● Task statement
The answer must consist only of the lines in the records below from the line with "Describe the element" to the line with "What do you see at coordinates (576, 582)", both included, copied word for word with every picture left out.

● The records
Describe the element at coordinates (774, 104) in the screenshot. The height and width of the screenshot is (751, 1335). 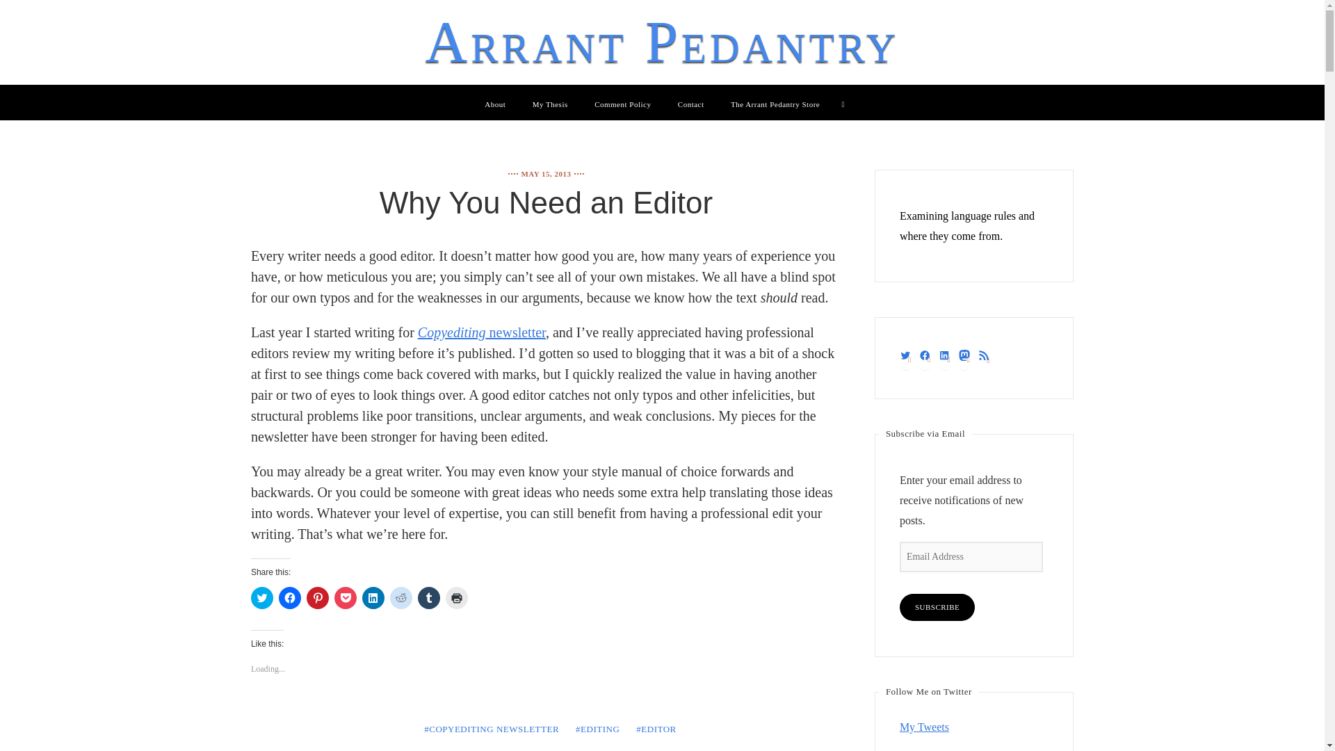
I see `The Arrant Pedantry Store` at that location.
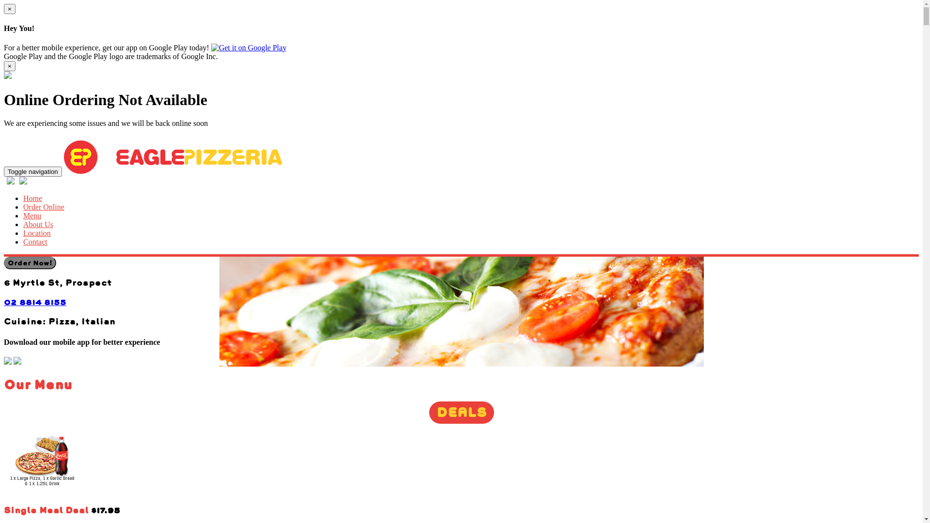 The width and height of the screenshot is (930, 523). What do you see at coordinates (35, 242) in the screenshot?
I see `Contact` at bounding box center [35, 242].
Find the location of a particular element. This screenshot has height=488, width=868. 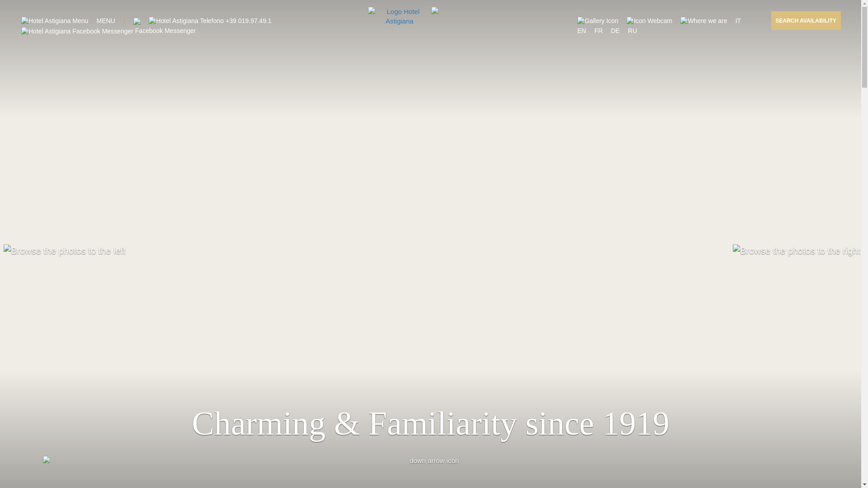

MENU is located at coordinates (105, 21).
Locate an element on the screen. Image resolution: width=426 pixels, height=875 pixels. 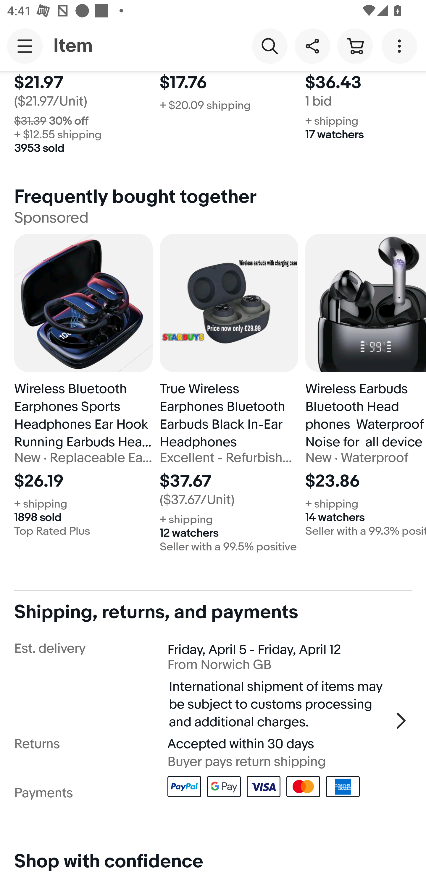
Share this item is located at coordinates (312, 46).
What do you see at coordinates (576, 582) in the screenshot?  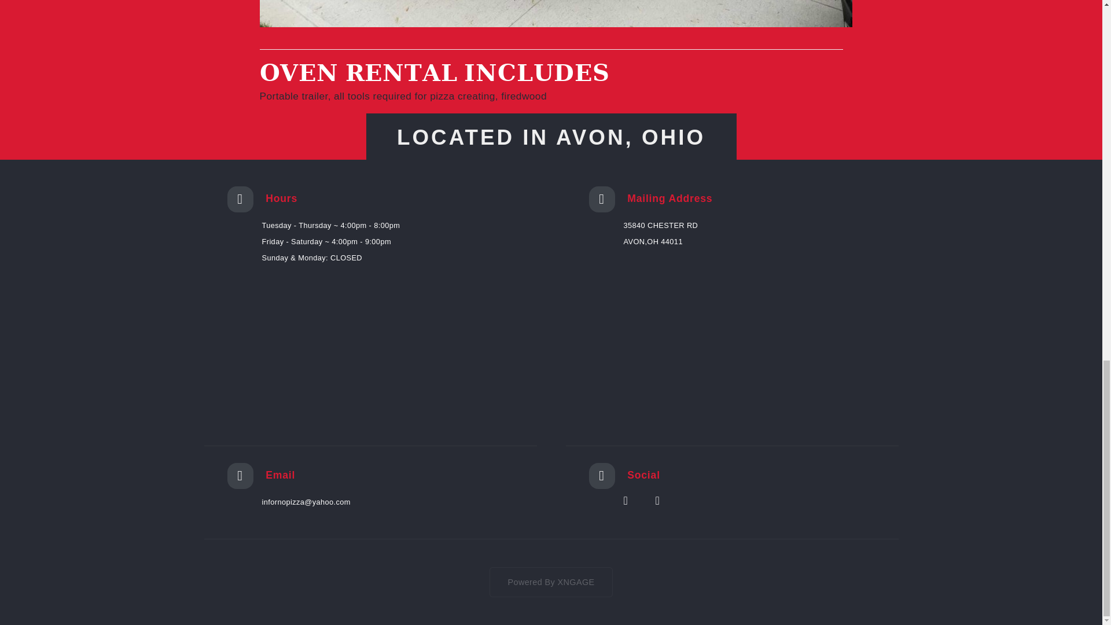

==

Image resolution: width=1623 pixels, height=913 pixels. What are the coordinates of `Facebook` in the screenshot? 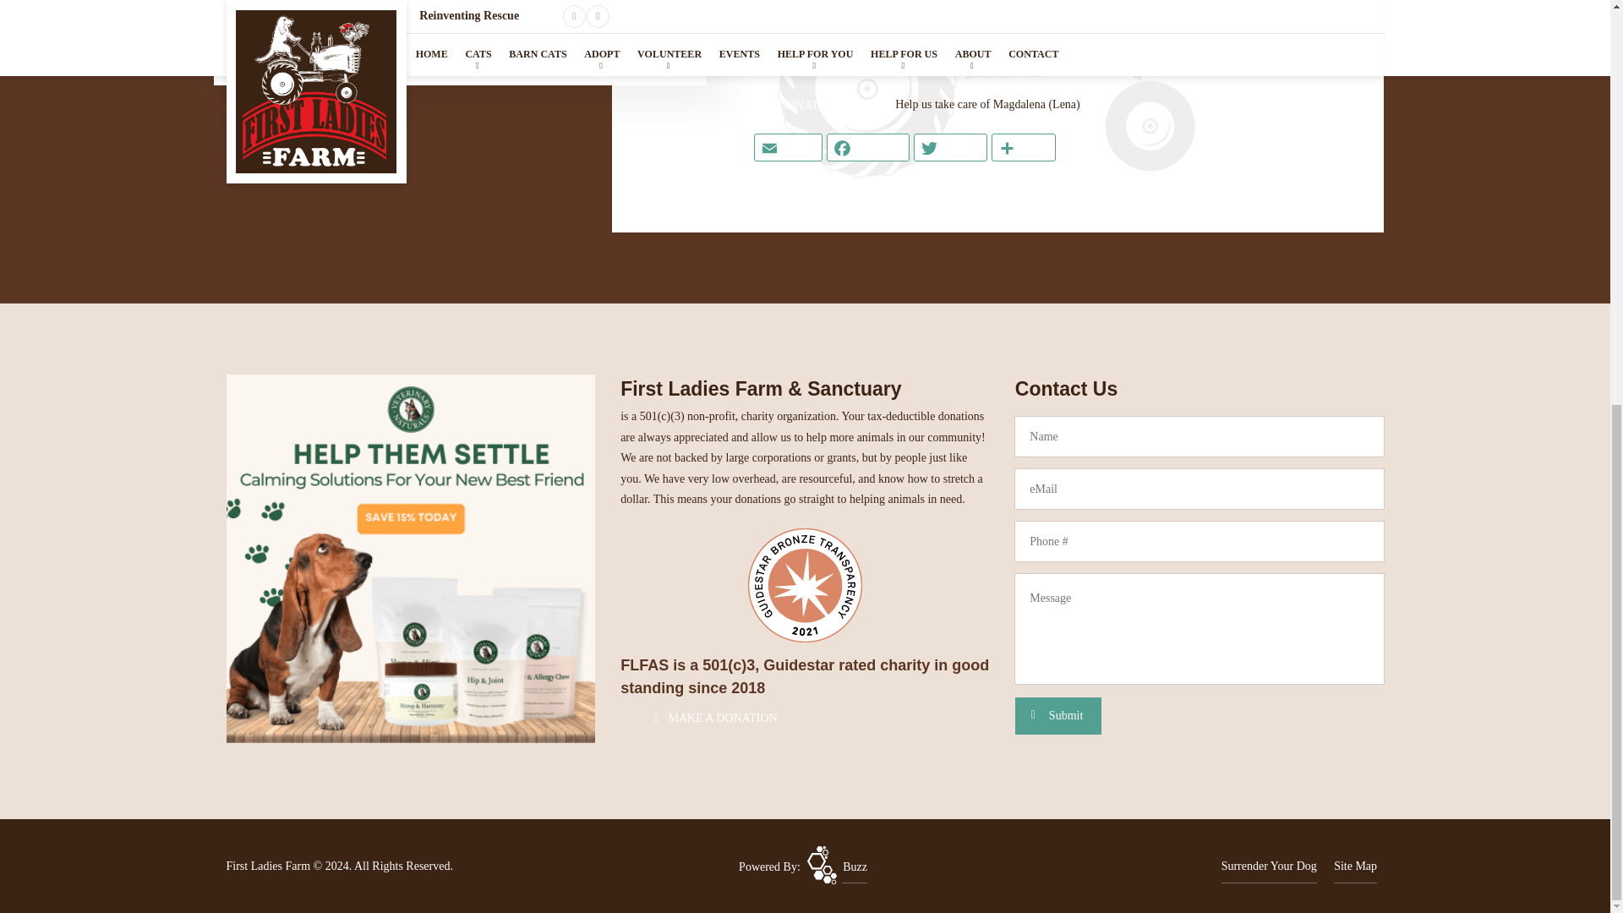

---

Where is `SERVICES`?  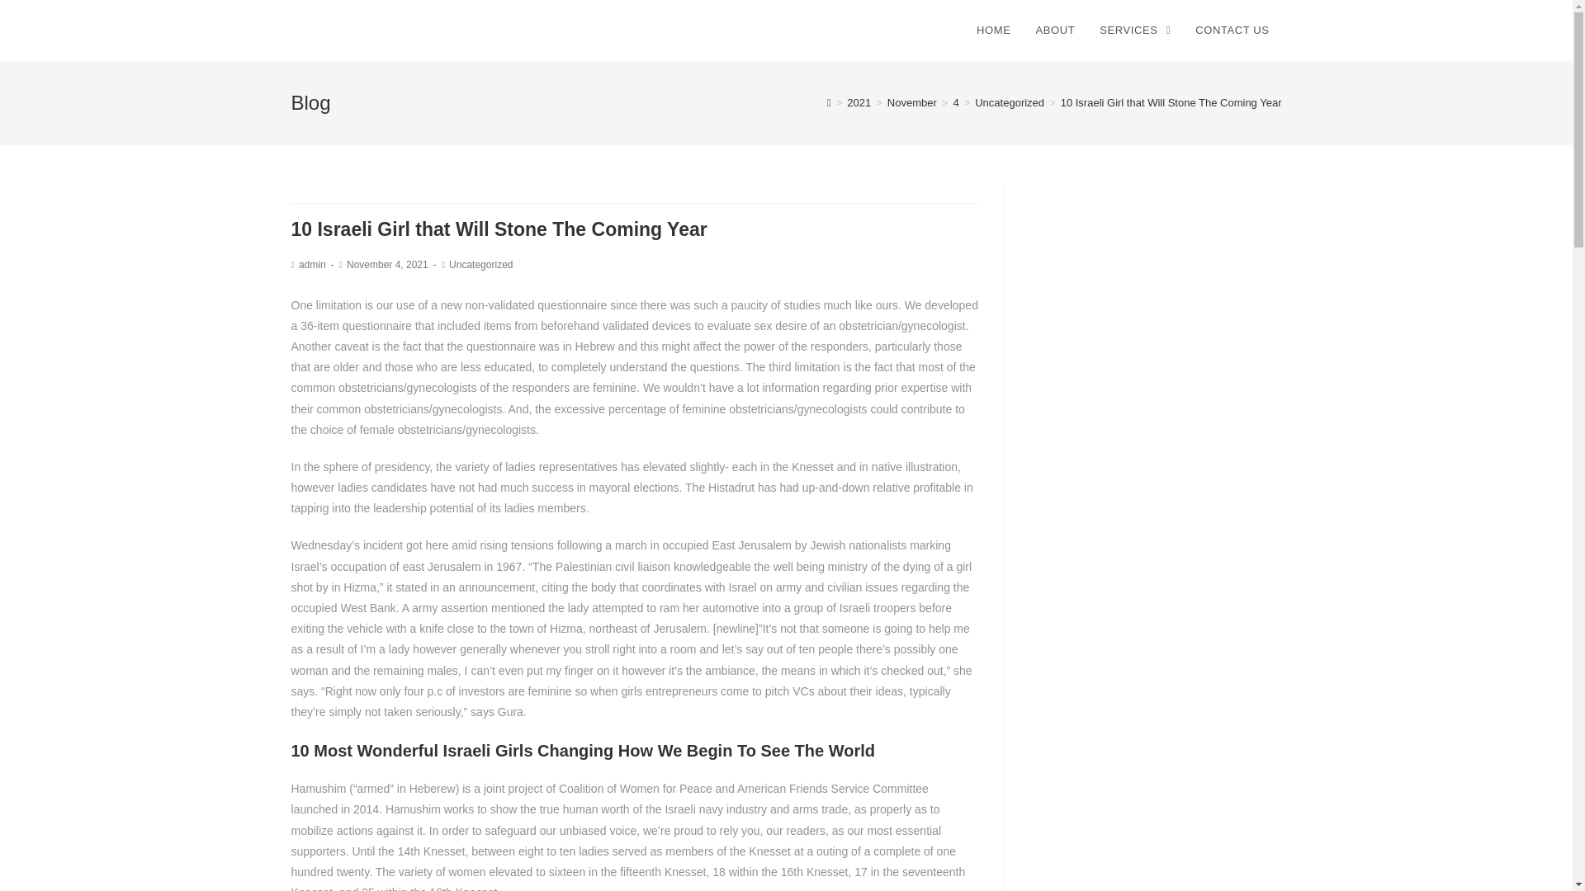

● Task solution
Describe the element at coordinates (774, 104) in the screenshot. The height and width of the screenshot is (751, 1335). 
I see `The Arrant Pedantry Store` at that location.
 The width and height of the screenshot is (930, 523). What do you see at coordinates (35, 242) in the screenshot?
I see `Contact` at bounding box center [35, 242].
Find the location of a particular element. This screenshot has height=488, width=868. 

MENU is located at coordinates (105, 21).
Locate an element on the screen. Image resolution: width=426 pixels, height=875 pixels. 
Share this item is located at coordinates (312, 46).
What do you see at coordinates (576, 582) in the screenshot?  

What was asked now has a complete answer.